O isolamento social é estratégia para evitar o contágio e transmissão do coronavírus. Este estudo teve como objetivo avaliar as atividades físicas (AF) realizadas em ambientes fechados e hábitos de saúde entre adolescentes durante o isolamento social devido à pandemia de COVID-19 (COVID-19). Estudo transversal com 342 adolescentes, de 12 a 17 anos de idade, estudantes de escola pública e participantes de atividades esportivas escolares. Um questionário on-line foi enviado para os estudantes com 18 perguntas sobre hábitos alimentares, sono, comportamentos de proteção ao COVID-19 e AF. A idade média dos estudantes foi de 15 ± 1,36 anos, 41,5% vivem com três pessoas, 77,5% moram em casas, 95% responderam que estão tomando as medidas de proteção recomendadas. Dois terços dos familiares trabalham fora de casa sendo que 65,2% deles em exposição direta ao COVID-19 (serviços essenciais). Mais da metade (53,2%) dos adolescentes fazem até três refeições por dia e 80% cumprem as horas de descanso recomendadas por noite. A maior parte do dia é usada em redes sociais e penas 27% atenderam às recomendações para AF e 29,8% relataram ganho de peso. Entre os adolescentes que relataram ganho de peso, 54,9% relataram fazer exercícios às vezes e 27,4% não fazem nenhum exercício (p < 0,001). Concluímos que, apesar das recomendações, houve redução nas AF diárias e aumento no tempo de tela entre adolescentes durante o período de isolamento social. Faz-se necessária reavaliação das maneiras de incentivar os adolescentes a manter a AF em ambientes fechados e hábitos de saúde mais saudáveis.
Document recommendation systems for locating relevant literature have mostly relied on methods developed a decade ago. This is largely due to the lack of a large offline gold-standard benchmark of relevant documents that cover a variety of research fields such that newly developed literature search techniques can be compared, improved and translated into practice. To overcome this bottleneck, we have established the RElevant LIterature SearcH consortium consisting of more than 1500 scientists from 84 countries, who have collectively annotated the relevance of over 180 000 PubMed-listed articles with regard to their respective seed (input) article/s. The majority of annotations were contributed by highly experienced, original authors of the seed articles. The collected data cover 76% of all unique PubMed Medical Subject Headings descriptors. No systematic biases were observed across different experience levels, research fields or time spent on annotations. More importantly, annotations of the same document pairs contributed by different scientists were highly concordant. We further show that the three representative baseline methods used to generate recommended articles for evaluation (Okapi Best Matching 25, Term Frequency–Inverse Document Frequency and PubMed Related Articles) had similar overall performances. Additionally, we found that these methods each tend to produce distinct collections of recommended articles, suggesting that a hybrid method may be required to completely capture all relevant articles. The established database server located at https://relishdb.ict.griffith.edu.au is freely available for the downloading of annotation data and the blind testing of new methods. We expect that this benchmark will be useful for stimulating the development of new powerful techniques for title and title/abstract-based search engines for relevant articles in biomedical research.
The present study results reveal the potential benefit of M-ECT. Further studies are urgently needed to establish its usefulness as an alternative treatment for severe psychiatric disorders.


Task to carry out: Each line from the one containing "Find and bound 'clothing'." to the end of the records should be copied exactly, and no other line.

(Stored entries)

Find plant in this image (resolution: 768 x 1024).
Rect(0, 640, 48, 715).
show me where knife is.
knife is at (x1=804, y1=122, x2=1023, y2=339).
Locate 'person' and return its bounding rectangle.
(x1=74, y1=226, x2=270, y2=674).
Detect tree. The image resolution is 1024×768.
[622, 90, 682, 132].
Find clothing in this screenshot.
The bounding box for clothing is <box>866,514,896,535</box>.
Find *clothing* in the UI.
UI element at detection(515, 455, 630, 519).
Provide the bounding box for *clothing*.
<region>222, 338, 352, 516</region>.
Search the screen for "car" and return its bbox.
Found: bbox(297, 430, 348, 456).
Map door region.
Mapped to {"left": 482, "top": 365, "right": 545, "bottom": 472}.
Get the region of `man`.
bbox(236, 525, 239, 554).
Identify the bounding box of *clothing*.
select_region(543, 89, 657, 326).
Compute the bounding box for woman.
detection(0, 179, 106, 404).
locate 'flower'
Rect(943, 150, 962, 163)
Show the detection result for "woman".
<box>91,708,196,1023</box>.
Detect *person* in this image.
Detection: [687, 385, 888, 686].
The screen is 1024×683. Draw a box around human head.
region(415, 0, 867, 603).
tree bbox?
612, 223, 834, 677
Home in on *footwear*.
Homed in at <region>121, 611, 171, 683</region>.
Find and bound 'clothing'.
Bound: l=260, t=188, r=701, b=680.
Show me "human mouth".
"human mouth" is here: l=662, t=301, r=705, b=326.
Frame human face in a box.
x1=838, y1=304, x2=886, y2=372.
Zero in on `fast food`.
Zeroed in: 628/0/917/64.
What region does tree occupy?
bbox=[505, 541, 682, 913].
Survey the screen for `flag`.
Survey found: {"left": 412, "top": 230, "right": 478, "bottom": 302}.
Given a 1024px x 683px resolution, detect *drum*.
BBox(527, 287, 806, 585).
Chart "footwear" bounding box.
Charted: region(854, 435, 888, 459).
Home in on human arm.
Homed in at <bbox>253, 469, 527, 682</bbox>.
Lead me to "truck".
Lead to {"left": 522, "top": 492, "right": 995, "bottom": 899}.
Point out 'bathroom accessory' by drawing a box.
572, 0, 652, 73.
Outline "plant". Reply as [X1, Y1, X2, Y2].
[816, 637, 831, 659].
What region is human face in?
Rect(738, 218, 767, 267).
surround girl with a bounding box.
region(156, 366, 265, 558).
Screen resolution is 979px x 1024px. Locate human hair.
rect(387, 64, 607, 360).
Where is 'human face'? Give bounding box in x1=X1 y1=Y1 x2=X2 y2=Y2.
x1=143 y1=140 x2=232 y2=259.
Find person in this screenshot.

Answer to this problem:
Find and bound 'clothing'.
Bound: l=260, t=188, r=701, b=680.
Show me "human mouth".
"human mouth" is here: l=662, t=301, r=705, b=326.
Frame human face in a box.
x1=838, y1=304, x2=886, y2=372.
Zero in on `fast food`.
Zeroed in: 628/0/917/64.
What region does tree occupy?
bbox=[505, 541, 682, 913].
Survey the screen for `flag`.
Survey found: {"left": 412, "top": 230, "right": 478, "bottom": 302}.
Given a 1024px x 683px resolution, detect *drum*.
BBox(527, 287, 806, 585).
Chart "footwear" bounding box.
Charted: region(854, 435, 888, 459).
Home in on human arm.
Homed in at <bbox>253, 469, 527, 682</bbox>.
Lead me to "truck".
Lead to {"left": 522, "top": 492, "right": 995, "bottom": 899}.
Point out 'bathroom accessory' by drawing a box.
572, 0, 652, 73.
Outline "plant". Reply as [X1, Y1, X2, Y2].
[816, 637, 831, 659].
What region is human face in?
Rect(738, 218, 767, 267).
surround girl with a bounding box.
region(156, 366, 265, 558).
Screen resolution is 979px x 1024px. Locate human hair.
rect(387, 64, 607, 360).
Where is 'human face'? Give bounding box in x1=X1 y1=Y1 x2=X2 y2=Y2.
x1=143 y1=140 x2=232 y2=259.
Find person in this screenshot.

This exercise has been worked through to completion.